With DH aurae and triton, I'm not too happy, but psyche looks promising in a raspberry truffle kind of way.



Plum silver looks kinda nice, like spots of dark chocolate, but copper green is unfortunate, since I could have gone for the whole chocolate and mint thing.  EDP separates the chocolatta, which is a shame. 


Ivory separates the chocolatta, as well, but I'm getting used to it bleeding or separating or forming a line.  Same sort of thing with intense black and CiM tuxedo.


I love this color and will be gobbling it up, so to speak, so I'm sure I'll buy it again.  Only the frustration of trying to use this laptop is keeping me from further raptures.

Friday, April 16, 2010

Effetre light pumpkin

I had to be very careful with labeling these, since I received a large number of oranges all at once and they all look nearly identical in rod form. This is one of the new colors from Effetre, light pumpkin, originally zucca chiaro. It strikes from yellowish to orange tan.



I didn't get much out of adding metal to these beads, either silver foil or copper leaf. I'm not sure how many orange and brown textural beads I'm going to be making.



Double Helix glasses look neat on this color, with a surprisingly dark aurae on the left, then triton, encased psyche looking the best I've achieved yet, and finally psyche on its own.




The EDP does react a bit with the pumpkin but I can live with this. The combination is appealing in a strange way. Intense black stays nice and crisp but there is some separation of the top dots of orange. The grey line forms on the copper green. Sis just plain bleeds all over. Plum silver seems to prevent color development in this just like it did with the red roof tile.

This is a nice, bright, happy pumpkin orange that will come in handy around Haloween.


Thursday, April 15, 2010

Effetre apple blush

First I would like to say that I like the name for this color much better than when it came out in a sample pack in December. It was originally Gaillo ocra. My miserable Italian and sense of humor translated it into "yellow chicken" for a reason that I may never know. The color is a bit like a green apple or underripe mango. It melts well and plays very nice.
The plain bead shows the reason behind the name blush. The usual brownish textural thing with melted in silver foil, and I love the shades of lilac that happen when the same thing is reduced and encased. Copper leaf on its own is ugly, and this bead is one of the reasons I am no longer doing this test. Under encasement the copper leaf looks pretty neat.
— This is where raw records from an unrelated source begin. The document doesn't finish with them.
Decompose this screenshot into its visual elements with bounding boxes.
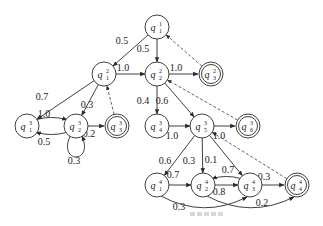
state-node-q1-2: q21 bbox=[92, 62, 116, 86]
state-label: q bbox=[151, 69, 156, 80]
svg-text:4: 4 bbox=[252, 179, 255, 185]
svg-text:4: 4 bbox=[299, 186, 302, 192]
edge-probability-label: 0.4 bbox=[137, 95, 150, 106]
edge-probability-label: 0.7 bbox=[167, 169, 180, 180]
state-label: q bbox=[151, 180, 156, 191]
state-node-q1-3: q31 bbox=[15, 114, 39, 138]
hhmm-diagram: 0.50.51.01.00.70.31.00.50.20.30.40.61.01… bbox=[0, 0, 323, 226]
state-node-q6-3: q36 bbox=[236, 114, 260, 138]
edge-probability-label: 1.0 bbox=[38, 108, 51, 119]
state-node-q2-4: q42 bbox=[191, 173, 215, 197]
state-label: q bbox=[111, 121, 116, 132]
svg-text:3: 3 bbox=[119, 127, 122, 133]
edge-probability-label: 0.5 bbox=[116, 35, 129, 46]
edge-probability-label: 0.7 bbox=[222, 164, 235, 175]
edge-probability-label: 0.1 bbox=[205, 154, 218, 165]
edge-probability-label: 0.3 bbox=[81, 99, 94, 110]
nodes-layer: q11q21q22q23q31q32q33q34q35q36q41q42q43q… bbox=[15, 15, 309, 197]
edge-probability-label: 0.3 bbox=[68, 155, 81, 166]
svg-text:2: 2 bbox=[205, 186, 208, 192]
edge-probability-label: 1.0 bbox=[170, 62, 183, 73]
caption-placeholder bbox=[190, 212, 223, 216]
svg-text:1: 1 bbox=[159, 186, 162, 192]
svg-text:4: 4 bbox=[159, 179, 162, 185]
svg-text:2: 2 bbox=[159, 75, 162, 81]
state-label: q bbox=[291, 180, 296, 191]
state-label: q bbox=[98, 69, 103, 80]
svg-text:1: 1 bbox=[159, 21, 162, 27]
state-node-q3-2: q23 bbox=[199, 62, 223, 86]
transition-edge bbox=[68, 136, 85, 157]
svg-text:3: 3 bbox=[204, 120, 207, 126]
state-node-q2-2: q22 bbox=[145, 62, 169, 86]
state-label: q bbox=[205, 69, 210, 80]
edge-probability-label: 0.2 bbox=[256, 197, 269, 208]
state-node-q3-4: q43 bbox=[238, 173, 262, 197]
state-label: q bbox=[242, 121, 247, 132]
svg-text:2: 2 bbox=[213, 68, 216, 74]
edge-probability-label: 0.5 bbox=[38, 136, 51, 147]
state-label: q bbox=[197, 180, 202, 191]
svg-text:3: 3 bbox=[250, 120, 253, 126]
state-label: q bbox=[21, 121, 26, 132]
svg-text:6: 6 bbox=[250, 127, 253, 133]
edge-probability-label: 0.3 bbox=[183, 155, 196, 166]
transition-edge bbox=[36, 132, 67, 134]
transition-edge bbox=[202, 138, 203, 173]
state-label: q bbox=[70, 121, 75, 132]
transition-edge bbox=[212, 176, 241, 178]
state-node-q4-4: q44 bbox=[285, 173, 309, 197]
svg-text:3: 3 bbox=[159, 120, 162, 126]
svg-text:5: 5 bbox=[204, 127, 207, 133]
transition-edge bbox=[165, 83, 194, 117]
edge-probability-label: 1.0 bbox=[117, 62, 130, 73]
state-node-q1-4: q41 bbox=[145, 173, 169, 197]
state-label: q bbox=[244, 180, 249, 191]
state-node-q3-3: q33 bbox=[105, 114, 129, 138]
state-node-q2-3: q32 bbox=[64, 114, 88, 138]
state-label: q bbox=[151, 22, 156, 33]
return-edge bbox=[107, 86, 114, 115]
state-label: q bbox=[196, 121, 201, 132]
edge-probability-label: 0.5 bbox=[137, 43, 150, 54]
svg-text:2: 2 bbox=[159, 68, 162, 74]
edge-probability-label: 0.6 bbox=[156, 95, 169, 106]
svg-text:3: 3 bbox=[29, 120, 32, 126]
edge-probability-label: 0.7 bbox=[36, 91, 49, 102]
state-node-q5-3: q35 bbox=[190, 114, 214, 138]
svg-text:1: 1 bbox=[159, 28, 162, 34]
edge-probability-label: 1.0 bbox=[213, 130, 226, 141]
state-node-q1-1: q11 bbox=[145, 15, 169, 39]
svg-text:3: 3 bbox=[213, 75, 216, 81]
state-label: q bbox=[151, 121, 156, 132]
svg-text:4: 4 bbox=[299, 179, 302, 185]
svg-text:2: 2 bbox=[78, 127, 81, 133]
svg-text:1: 1 bbox=[106, 75, 109, 81]
edge-probability-label: 0.6 bbox=[159, 155, 172, 166]
svg-text:3: 3 bbox=[252, 186, 255, 192]
svg-text:2: 2 bbox=[106, 68, 109, 74]
svg-text:3: 3 bbox=[78, 120, 81, 126]
svg-text:3: 3 bbox=[119, 120, 122, 126]
svg-text:4: 4 bbox=[205, 179, 208, 185]
svg-text:1: 1 bbox=[29, 127, 32, 133]
state-node-q4-3: q34 bbox=[145, 114, 169, 138]
edge-probability-label: 0.3 bbox=[173, 201, 186, 212]
svg-text:4: 4 bbox=[159, 127, 162, 133]
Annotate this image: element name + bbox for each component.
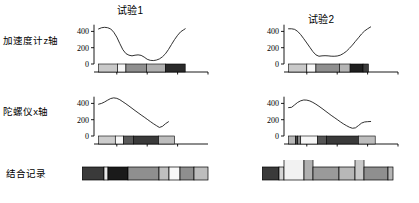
y-tick-label: 200 — [77, 116, 89, 125]
x-tick-label: 20 — [303, 147, 311, 148]
combined-segment — [104, 167, 108, 180]
column-title-trial1: 试验1 — [117, 2, 143, 17]
combined-segment — [304, 160, 313, 180]
combined-segment — [279, 167, 284, 180]
segment-band — [99, 136, 175, 144]
segment — [317, 136, 326, 144]
x-tick-label: 40 — [333, 75, 341, 76]
segment — [339, 64, 350, 72]
signal-line — [289, 27, 371, 56]
segment — [298, 136, 301, 144]
segment — [159, 136, 175, 144]
y-tick-label: 400 — [267, 27, 279, 36]
y-tick-label: 0 — [85, 60, 89, 69]
x-tick-label: 60 — [174, 75, 182, 76]
x-tick-label: 40 — [333, 147, 341, 148]
x-tick-label: 20 — [113, 75, 121, 76]
combined-segment — [128, 167, 159, 180]
combined-segment — [313, 167, 339, 180]
segment — [115, 136, 123, 144]
y-tick-label: 400 — [77, 99, 89, 108]
combined-record-trial2 — [262, 160, 402, 186]
combined-segment — [108, 167, 128, 180]
segment — [99, 136, 116, 144]
segment — [99, 64, 118, 72]
segment — [363, 64, 368, 72]
combined-segment — [180, 167, 194, 180]
x-tick-label: 40 — [143, 147, 151, 148]
y-tick-label: 400 — [267, 99, 279, 108]
x-tick-label: 80 — [394, 75, 402, 76]
x-tick-label: 20 — [303, 75, 311, 76]
panel-gyro-trial2: 020040020406080 — [252, 88, 404, 148]
x-tick-label: 60 — [364, 75, 372, 76]
segment-band — [289, 64, 369, 72]
segment — [307, 64, 316, 72]
y-tick-label: 200 — [77, 44, 89, 53]
x-tick-label: 60 — [364, 147, 372, 148]
y-tick-label: 0 — [275, 132, 279, 141]
y-tick-label: 200 — [267, 116, 279, 125]
segment — [124, 136, 134, 144]
combined-segment — [194, 167, 208, 180]
segment — [295, 136, 297, 144]
segment — [316, 64, 340, 72]
segment — [165, 64, 185, 72]
row-label-combined-record: 结合记录 — [6, 166, 46, 180]
combined-segment — [388, 167, 393, 180]
combined-segment — [339, 167, 355, 180]
segment — [118, 64, 126, 72]
signal-line — [99, 27, 186, 60]
figure-root: 试验1 试验2 加速度计z轴 陀螺仪x轴 结合记录 02004002040608… — [0, 0, 419, 203]
x-tick-label: 80 — [394, 147, 402, 148]
x-tick-label: 60 — [174, 147, 182, 148]
y-tick-label: 400 — [77, 27, 89, 36]
combined-segment — [159, 167, 169, 180]
segment — [358, 136, 375, 144]
combined-segment — [355, 160, 364, 180]
panel-gyro-trial1: 0200400204060 — [62, 88, 214, 148]
segment — [134, 136, 159, 144]
panel-accel-trial1: 020040020406080 — [62, 16, 214, 76]
combined-segment — [262, 167, 279, 180]
segment — [301, 136, 318, 144]
segment — [350, 64, 363, 72]
y-tick-label: 0 — [275, 60, 279, 69]
combined-segment — [169, 167, 180, 180]
x-tick-label: 80 — [204, 75, 212, 76]
combined-record-trial1 — [82, 160, 222, 186]
y-tick-label: 200 — [267, 44, 279, 53]
combined-segment — [82, 167, 104, 180]
panel-accel-trial2: 020040020406080 — [252, 16, 404, 76]
x-tick-label: 20 — [113, 147, 121, 148]
combined-segment — [284, 160, 304, 180]
combined-segment — [364, 167, 388, 180]
segment-band — [99, 64, 186, 72]
segment-band — [289, 136, 376, 144]
x-tick-label: 40 — [143, 75, 151, 76]
segment — [289, 136, 296, 144]
signal-line — [289, 100, 371, 128]
y-tick-label: 0 — [85, 132, 89, 141]
signal-line — [99, 98, 169, 128]
segment — [126, 64, 147, 72]
row-label-gyroscope: 陀螺仪x轴 — [3, 104, 48, 118]
segment — [289, 64, 307, 72]
segment — [327, 136, 359, 144]
row-label-accelerometer: 加速度计z轴 — [3, 33, 58, 47]
segment — [146, 64, 165, 72]
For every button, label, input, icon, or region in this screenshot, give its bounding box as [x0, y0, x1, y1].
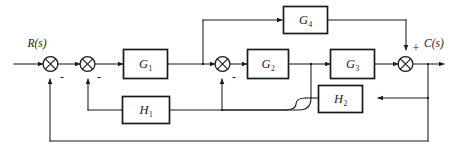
sign-summer4-plus: +	[413, 42, 420, 54]
output-signal-label: C(s)	[424, 38, 444, 50]
junction-dot-h2-tap	[427, 97, 429, 99]
junction-dot-g2-branch	[310, 63, 312, 65]
block-label-g2: G2	[262, 58, 275, 71]
block-label-g3: G3	[346, 58, 359, 71]
junction-dot-h1-node	[221, 109, 223, 111]
junction-dot-g4-branch	[202, 63, 204, 65]
block-diagram: R(s) C(s) G1 G2 G3 G4 H1 H2 - - - +	[0, 0, 455, 158]
sign-summer2-minus: -	[97, 71, 101, 83]
block-label-h1: H1	[140, 104, 153, 117]
sign-summer1-minus: -	[60, 71, 64, 83]
block-label-g4: G4	[299, 14, 312, 27]
diagram-canvas	[0, 0, 455, 158]
sign-summer3-minus: -	[232, 71, 236, 83]
input-signal-label: R(s)	[27, 38, 46, 50]
wire-hop-bridge	[284, 98, 306, 110]
junction-dot-output-tap	[427, 63, 429, 65]
block-label-h2: H2	[334, 93, 347, 106]
block-label-g1: G1	[139, 58, 152, 71]
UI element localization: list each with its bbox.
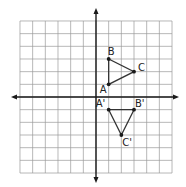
triangle-abc-prime: A'B'C' [96,98,145,148]
x-axis-left-arrow-icon [11,95,17,100]
vertex-label: C [138,62,145,73]
x-axis-right-arrow-icon [173,95,179,100]
vertex-label: C' [122,137,132,148]
vertex-point-a-prime [107,108,111,112]
vertex-point-b [107,57,111,61]
vertex-label: A' [96,98,106,109]
vertex-point-a [107,82,111,86]
coordinate-grid-diagram: ABC A'B'C' [0,0,186,187]
vertex-point-c [132,70,136,74]
y-axis-bottom-arrow-icon [94,177,99,183]
vertex-label: B [108,46,115,57]
axes [11,8,179,183]
triangle-abc: ABC [100,46,145,95]
y-axis-top-arrow-icon [94,8,99,14]
vertex-label: B' [135,98,145,109]
vertex-label: A [100,84,107,95]
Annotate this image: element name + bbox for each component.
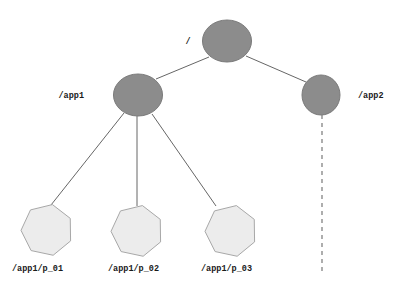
- branch-node-group: [114, 20, 341, 116]
- graph-canvas: / /app1 /app2 /app1/p_01 /app1/p_02 /app…: [0, 0, 401, 289]
- tree-diagram: / /app1 /app2 /app1/p_01 /app1/p_02 /app…: [0, 0, 401, 289]
- node-p01-heptagon[interactable]: [21, 205, 71, 256]
- edge-root-to-app2: [246, 56, 306, 82]
- label-root: /: [185, 37, 190, 47]
- node-p02-heptagon[interactable]: [111, 206, 161, 257]
- node-root-ellipse[interactable]: [203, 20, 252, 62]
- node-app1-ellipse[interactable]: [114, 74, 163, 116]
- node-app2-ellipse[interactable]: [302, 75, 340, 115]
- node-p03-heptagon[interactable]: [205, 206, 255, 257]
- label-p03: /app1/p_03: [201, 264, 252, 274]
- label-app1: /app1: [58, 91, 84, 101]
- label-p02: /app1/p_02: [108, 264, 159, 274]
- edge-app1-to-p01: [51, 113, 124, 205]
- label-app2: /app2: [358, 91, 384, 101]
- edge-group: [51, 56, 322, 272]
- leaf-node-group: [21, 205, 255, 257]
- edge-app1-to-p03: [152, 114, 216, 206]
- edge-root-to-app1: [156, 57, 209, 79]
- label-p01: /app1/p_01: [12, 264, 63, 274]
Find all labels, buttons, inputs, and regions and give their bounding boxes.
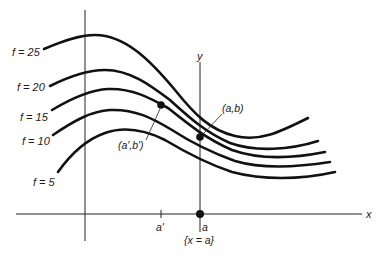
label-a-b: (a,b) <box>222 102 244 114</box>
tick-label-a-prime: a' <box>156 221 165 233</box>
label-f25: f = 25 <box>12 46 41 58</box>
x-axis-label: x <box>365 208 372 220</box>
point-a-b <box>196 133 204 141</box>
label-f10: f = 10 <box>22 135 51 147</box>
label-f15: f = 15 <box>20 111 49 123</box>
label-a-prime-b-prime: (a',b') <box>118 139 144 151</box>
point-a-prime-b-prime <box>157 101 165 109</box>
label-f5: f = 5 <box>33 176 56 188</box>
level-curve-f25 <box>44 35 308 138</box>
label-f20: f = 20 <box>17 81 46 93</box>
y-axis-label: y <box>196 50 204 62</box>
point-a-on-x-axis <box>196 210 204 218</box>
level-curves-diagram: f = 25 f = 20 f = 15 f = 10 f = 5 (a',b'… <box>0 0 381 258</box>
line-label-x-equals-a: {x = a} <box>184 234 215 246</box>
tick-label-a: a <box>202 221 208 233</box>
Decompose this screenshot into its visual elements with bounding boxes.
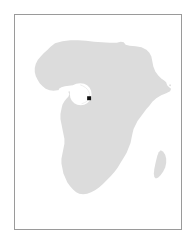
figure-root: Outline map of Africa in light gray with… (0, 0, 196, 242)
site-marker[interactable] (87, 96, 91, 100)
africa-locator-map[interactable] (15, 15, 181, 229)
map-frame (14, 14, 182, 230)
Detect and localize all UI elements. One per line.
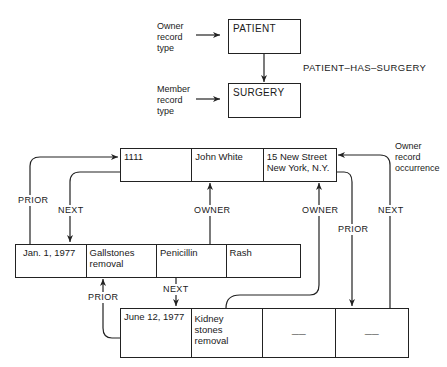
surgery-procedure-cell: Kidney stones removal bbox=[192, 309, 264, 357]
label-line: record bbox=[157, 95, 190, 106]
owner-record-occurrence-label: Owner record occurrence bbox=[395, 141, 440, 174]
patient-type-name: PATIENT bbox=[233, 23, 276, 34]
owner-link-label-right: OWNER bbox=[301, 205, 340, 216]
label-line: type bbox=[157, 43, 184, 54]
prior-link-label-left: PRIOR bbox=[17, 195, 50, 206]
surgery-record-type-box: SURGERY bbox=[228, 83, 301, 118]
member-record-type-label: Member record type bbox=[157, 84, 190, 117]
surgery-drug-cell: —— bbox=[263, 309, 336, 357]
label-line: record bbox=[157, 32, 184, 43]
patient-record-type-box: PATIENT bbox=[228, 19, 301, 54]
set-name-label: PATIENT–HAS–SURGERY bbox=[303, 62, 426, 73]
next-link-label-left: NEXT bbox=[57, 205, 85, 216]
label-line: Member bbox=[157, 84, 190, 95]
label-line: record bbox=[395, 152, 440, 163]
surgery-side-effect-cell: —— bbox=[336, 309, 408, 357]
patient-address-cell: 15 New Street New York, N.Y. bbox=[264, 149, 336, 181]
member-record-1: Jan. 1, 1977 Gallstones removal Penicill… bbox=[15, 244, 301, 278]
next-link-label-right: NEXT bbox=[377, 205, 405, 216]
owner-record-type-label: Owner record type bbox=[157, 21, 184, 54]
surgery-side-effect-cell: Rash bbox=[227, 245, 300, 277]
surgery-type-name: SURGERY bbox=[233, 87, 284, 98]
label-line: Owner bbox=[395, 141, 440, 152]
owner-record: 1111 John White 15 New Street New York, … bbox=[120, 148, 337, 182]
next-link-label-between: NEXT bbox=[162, 284, 190, 295]
patient-name-cell: John White bbox=[192, 149, 263, 181]
prior-link-label-right: PRIOR bbox=[337, 224, 370, 235]
patient-id-cell: 1111 bbox=[121, 149, 192, 181]
member-record-2: June 12, 1977 Kidney stones removal —— —… bbox=[120, 308, 409, 358]
surgery-date-cell: Jan. 1, 1977 bbox=[16, 245, 87, 277]
label-line: occurrence bbox=[395, 163, 440, 174]
surgery-date-cell: June 12, 1977 bbox=[121, 309, 192, 357]
owner-link-label-mid: OWNER bbox=[193, 205, 232, 216]
prior-link-label-between: PRIOR bbox=[87, 292, 120, 303]
label-line: Owner bbox=[157, 21, 184, 32]
surgery-drug-cell: Penicillin bbox=[157, 245, 227, 277]
label-line: type bbox=[157, 106, 190, 117]
surgery-procedure-cell: Gallstones removal bbox=[87, 245, 158, 277]
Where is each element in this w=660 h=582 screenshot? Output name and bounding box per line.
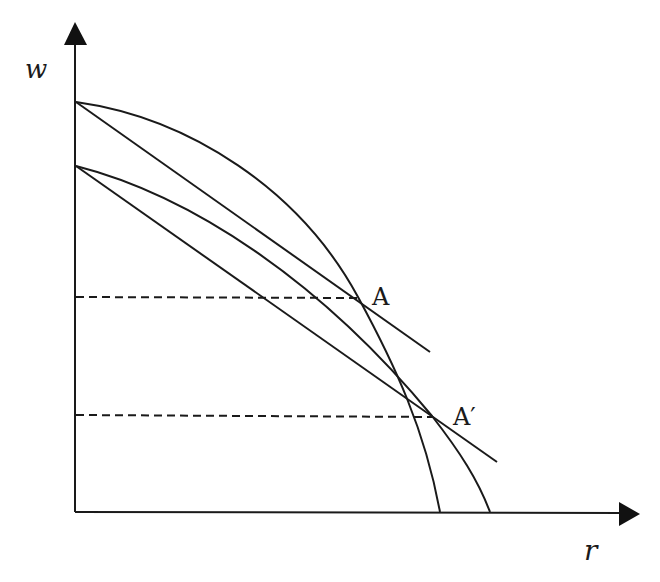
dashed-guide-A-prime (76, 415, 432, 417)
x-axis-label: r (584, 534, 599, 567)
x-axis (75, 512, 622, 513)
x-axis-arrow-icon (619, 502, 640, 526)
y-axis-label: w (25, 54, 47, 84)
dashed-guide-A (76, 297, 358, 298)
diagram-canvas: w r A A′ (0, 0, 660, 582)
axes (75, 40, 622, 513)
upper-tangent-line (76, 102, 430, 352)
lower-tangent-line (76, 166, 497, 462)
point-A-prime-label: A′ (452, 403, 476, 431)
y-axis-arrow-icon (64, 22, 87, 45)
point-A-label: A (371, 283, 390, 311)
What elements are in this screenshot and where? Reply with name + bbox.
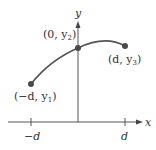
- point-middle: [75, 45, 81, 51]
- point-label-middle: (0, y2): [43, 28, 76, 42]
- tick-label-d: d: [121, 130, 128, 143]
- y-axis-arrow-icon: [76, 21, 81, 28]
- tick-label-neg-d: −d: [24, 130, 40, 143]
- point-label-left: (−d, y1): [14, 90, 57, 104]
- parabola-through-three-points-diagram: x y −d d (−d, y1) (0, y2) (d, y3): [0, 0, 156, 150]
- point-right: [122, 43, 128, 49]
- point-left: [28, 81, 34, 87]
- point-label-right: (d, y3): [108, 53, 141, 67]
- x-axis-label: x: [145, 116, 152, 129]
- x-axis-arrow-icon: [136, 120, 143, 125]
- y-axis-label: y: [74, 7, 82, 20]
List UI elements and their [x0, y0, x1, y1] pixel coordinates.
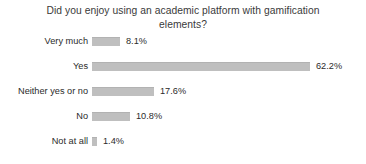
bar-row: Very much 8.1% — [0, 36, 366, 61]
category-label-not-at-all: Not at all — [0, 136, 88, 147]
bar-value-very-much: 8.1% — [126, 36, 147, 47]
category-label-no: No — [0, 111, 88, 122]
category-label-neither-yes-or-no: Neither yes or no — [0, 86, 88, 97]
bar-value-no: 10.8% — [136, 111, 162, 122]
bar-very-much — [92, 37, 120, 46]
category-label-very-much: Very much — [0, 36, 88, 47]
bar-no — [92, 112, 130, 121]
bar-row: Yes 62.2% — [0, 61, 366, 86]
bar-chart: Did you enjoy using an academic platform… — [0, 0, 366, 164]
plot-area: Very much 8.1% Yes 62.2% Neither yes or … — [0, 36, 366, 164]
bar-row: Not at all 1.4% — [0, 136, 366, 161]
bar-row: Neither yes or no 17.6% — [0, 86, 366, 111]
bar-value-yes: 62.2% — [316, 61, 342, 72]
bar-neither-yes-or-no — [92, 87, 154, 96]
bar-row: No 10.8% — [0, 111, 366, 136]
bar-value-not-at-all: 1.4% — [103, 136, 124, 147]
chart-title: Did you enjoy using an academic platform… — [8, 4, 358, 32]
category-label-yes: Yes — [0, 61, 88, 72]
bar-not-at-all — [92, 137, 97, 146]
bar-value-neither-yes-or-no: 17.6% — [160, 86, 186, 97]
bar-yes — [92, 62, 310, 71]
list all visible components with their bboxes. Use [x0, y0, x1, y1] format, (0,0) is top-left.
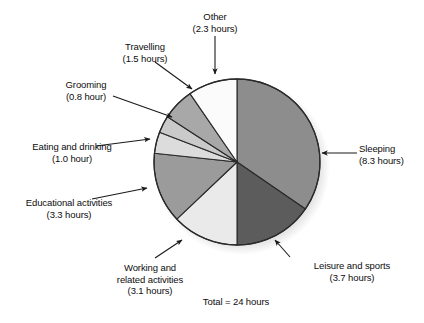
slice-label-sleeping: Sleeping (8.3 hours): [359, 143, 423, 166]
slice-label-working-and-related-activities: Working and related activities (3.1 hour…: [98, 262, 202, 297]
chart-total-caption: Total = 24 hours: [176, 296, 296, 308]
slice-label-educational-activities: Educational activities (3.3 hours): [7, 197, 131, 220]
slice-label-other-hours: (2.3 hours): [176, 23, 254, 35]
slice-label-leisure-hours: (3.7 hours): [290, 272, 414, 284]
slice-label-other: Other (2.3 hours): [176, 11, 254, 34]
slice-label-eating-hours: (1.0 hour): [14, 153, 130, 165]
slice-label-educational-name: Educational activities: [7, 197, 131, 209]
slice-label-grooming-hours: (0.8 hour): [47, 91, 125, 103]
leader-working: [155, 240, 182, 258]
slice-label-leisure-name: Leisure and sports: [290, 260, 414, 272]
pie-chart-figure: Sleeping (8.3 hours)Leisure and sports (…: [0, 0, 424, 323]
slice-label-travelling: Travelling (1.5 hours): [106, 41, 184, 64]
slice-label-sleeping-name: Sleeping: [359, 143, 423, 155]
chart-total-text: Total = 24 hours: [176, 296, 296, 308]
pie-slice-group: Sleeping (8.3 hours)Leisure and sports (…: [154, 79, 320, 245]
slice-label-working-name-line2: related activities: [98, 274, 202, 286]
slice-label-sleeping-hours: (8.3 hours): [359, 155, 423, 167]
slice-label-leisure-and-sports: Leisure and sports (3.7 hours): [290, 260, 414, 283]
slice-label-grooming-name: Grooming: [47, 79, 125, 91]
slice-label-eating-and-drinking: Eating and drinking (1.0 hour): [14, 141, 130, 164]
slice-label-eating-name: Eating and drinking: [14, 141, 130, 153]
slice-label-travelling-name: Travelling: [106, 41, 184, 53]
slice-label-educational-hours: (3.3 hours): [7, 209, 131, 221]
slice-label-working-name-line1: Working and: [98, 262, 202, 274]
slice-label-travelling-hours: (1.5 hours): [106, 53, 184, 65]
slice-label-other-name: Other: [176, 11, 254, 23]
slice-label-working-hours: (3.1 hours): [98, 285, 202, 297]
slice-label-grooming: Grooming (0.8 hour): [47, 79, 125, 102]
leader-travelling: [155, 62, 192, 89]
I like this with Double Helix glass. The one on the left is aurae, and melting it in and reducing it makes a very nice gold tone, with attractive fuming on the edges. Encase it and you get lavender! Psyche didn't turn out well, but I think I was running out of gas. Triton on the right looks nice under encasement, but I still like the aurae better, especially against the green.




Intense black stayed crisp while EDP and ivory bled. Nice contrast with the EDP and lime green.

Would I buy this color again? Probably. I have a lot of greens but there's always room for one more.